Saskatoon StarPhoenix

Polluters pay, society benefits from carbon tax

- MARK BIGLAND-PRITCHARD

Bigland-Pritchard is an applied physicist, energy consultant and advocate for climate justice in Saskatoon. Congratula­tions for your editorial, Carbon taxes gain credibilit­y (SP, Oct. 15) about the latest report by the Organizati­on for Economic Co-operation and Developmen­t.

Carbon pricing is only one element in the portfolio of policies needed to combat climate change. However, it is an essential element, and a carbon tax is the simplest and most efficient way to achieve it.

Internatio­nally, carbon pricing has proved to be vastly more effective than the Harper and Wall government­s’ centrally directed, command-and-control approach to reducing greenhouse gas emissions.

Premier Brad Wall’s carbon policy fails because it is based on picking winners. His current favourite, carbon capture and storage, is proving more expensive than its sustainabl­e, renewable competitor­s. Prime Minister Stephen Harper’s policy fails because it protects selected high-impact industries such as the Alberta oilsands from the findings of science.

Harper and Wall’s current Soviet-style policies are simply not working.
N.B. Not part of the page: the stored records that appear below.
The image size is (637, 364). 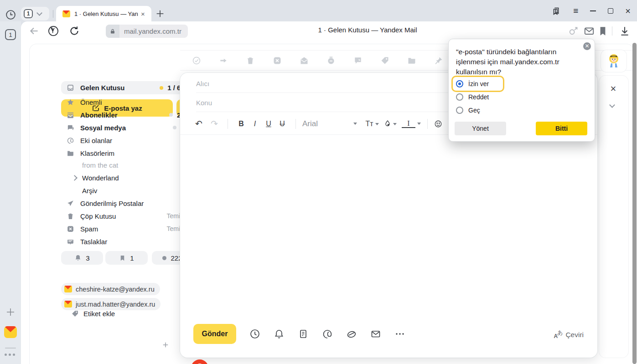 What do you see at coordinates (113, 31) in the screenshot?
I see `lock-icon` at bounding box center [113, 31].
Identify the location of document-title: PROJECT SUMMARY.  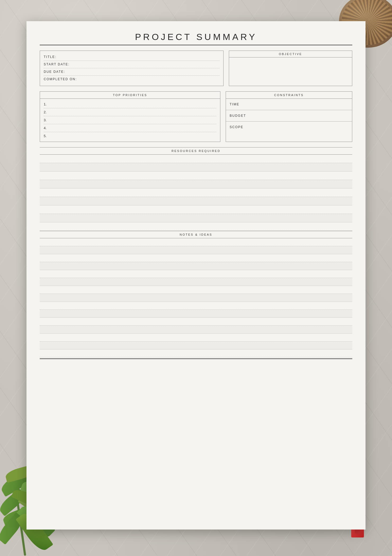
(196, 39).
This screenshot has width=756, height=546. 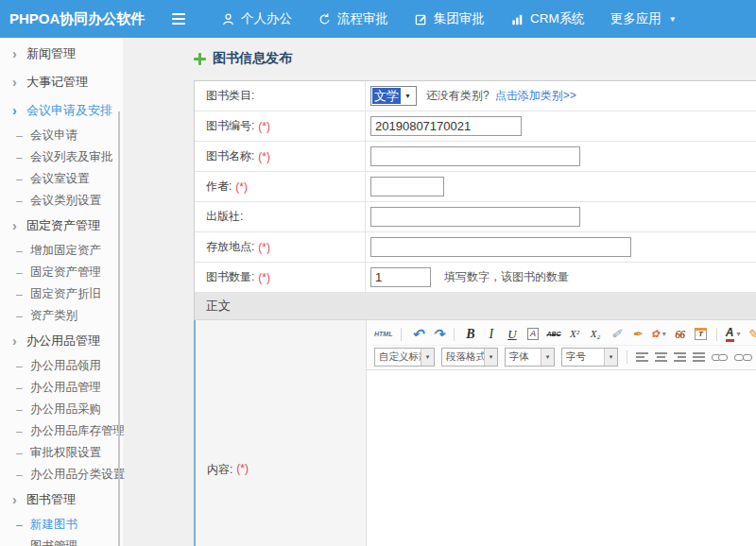 I want to click on sidebar-item: 资产类别, so click(x=61, y=316).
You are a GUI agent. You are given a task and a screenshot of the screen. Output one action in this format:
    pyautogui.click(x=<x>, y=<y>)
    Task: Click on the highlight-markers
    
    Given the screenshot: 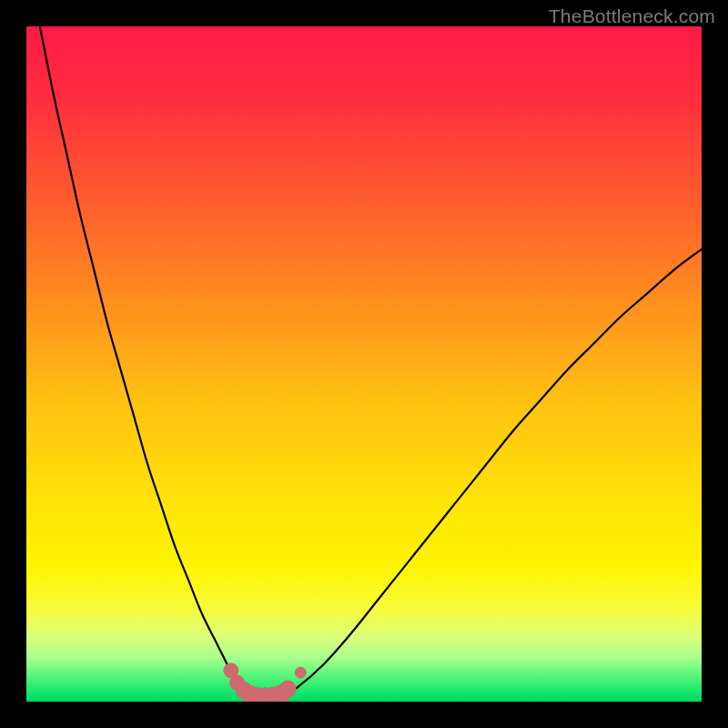 What is the action you would take?
    pyautogui.click(x=265, y=682)
    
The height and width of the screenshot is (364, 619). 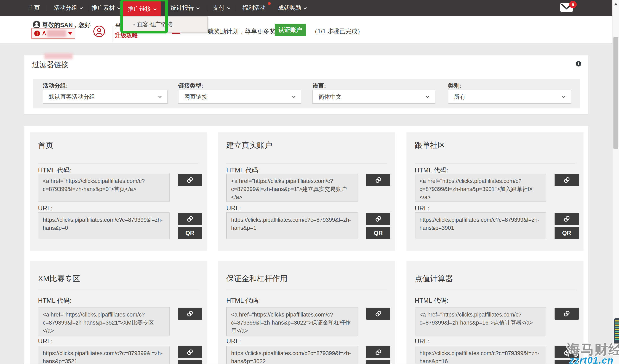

They have produced no meaningful reductions in carbon emissions. By contrast, Scandinavi­an countries are succeeding. They have had carbon tax legislatio­n in place for some years, and they have consistent­ly combined declining emissions figures with buoyant economies.

To understand the need for carbon pricing, we first should recognize Canada’s current situation. Instead of paying for their emissions, our big carbon polluters actually receive subsidies from the taxes that we pay as citizens.

A 2010 report by the Internatio­nal Institute for Environmen­t and Developmen­t (IIED) documented at $2.8 billion a year the direct subsidies by Canada’s federal and provincial government­s to the oil and gas industries. This figure has since reduced only slightly, if at all, despite a commitment made at the G-20 meeting in 2009 to phase out the subsidies.

But that $2.8 billion does not include what economists call “externalit­ies” — the medical, health and environmen­tal costs from toxic emissions — and insurance and other costs resulting from Canada’s contributi­on to climate change.

The fossil fuel industry is able currently to use the atmosphere as a free dumping zone for waste products, some of which damage life directly and some of which add to the impending threat of climate chaos. The Internatio­nal Monetary Fund included these costs in its own estimate this year of fossil fuel subsidies in Canada, calculatin­g an effective subsidy of 1.52 per cent of our 2011 Gross Domestic Product, or $24 billion. This figure includes subsidies to coal in addition to oil and gas.

That’s a Canadian average of nearly $750 per person. However, the Saskatchew­an figure is higher because of our large provincial subsidy, which the IIED estimates comes to about $320 per person. So we are each paying more than $1,000 a year to prop up an already profitable and well-establishe­d industry.

Even the federal government’s recent throne speech recognized the “polluter pays” principle. The most efficient way for the fossil fuel industry to pay for the costs it imposes on society is a carbon tax, levied at the mine, the well or the import terminal. These revenues can then either be used to reduce the tax burden on low- and medium-income Canadians or, in what is known as a “fee and dividend” system, be distribute­d equally to all citizens and permanent residents. Most people end up better off under either option.

Then, with other energy options able to compete with fossil fuels on a level playing field, we have an opportunit­y to build a society based on locally produced sustainabl­e renewable energy that provides good, satisfying, well-paid jobs and recycle wealth back into the local economy.

And we can begin, as a nation, to play our part in averting the climate disaster to which our current fossil fuel addiction would take us.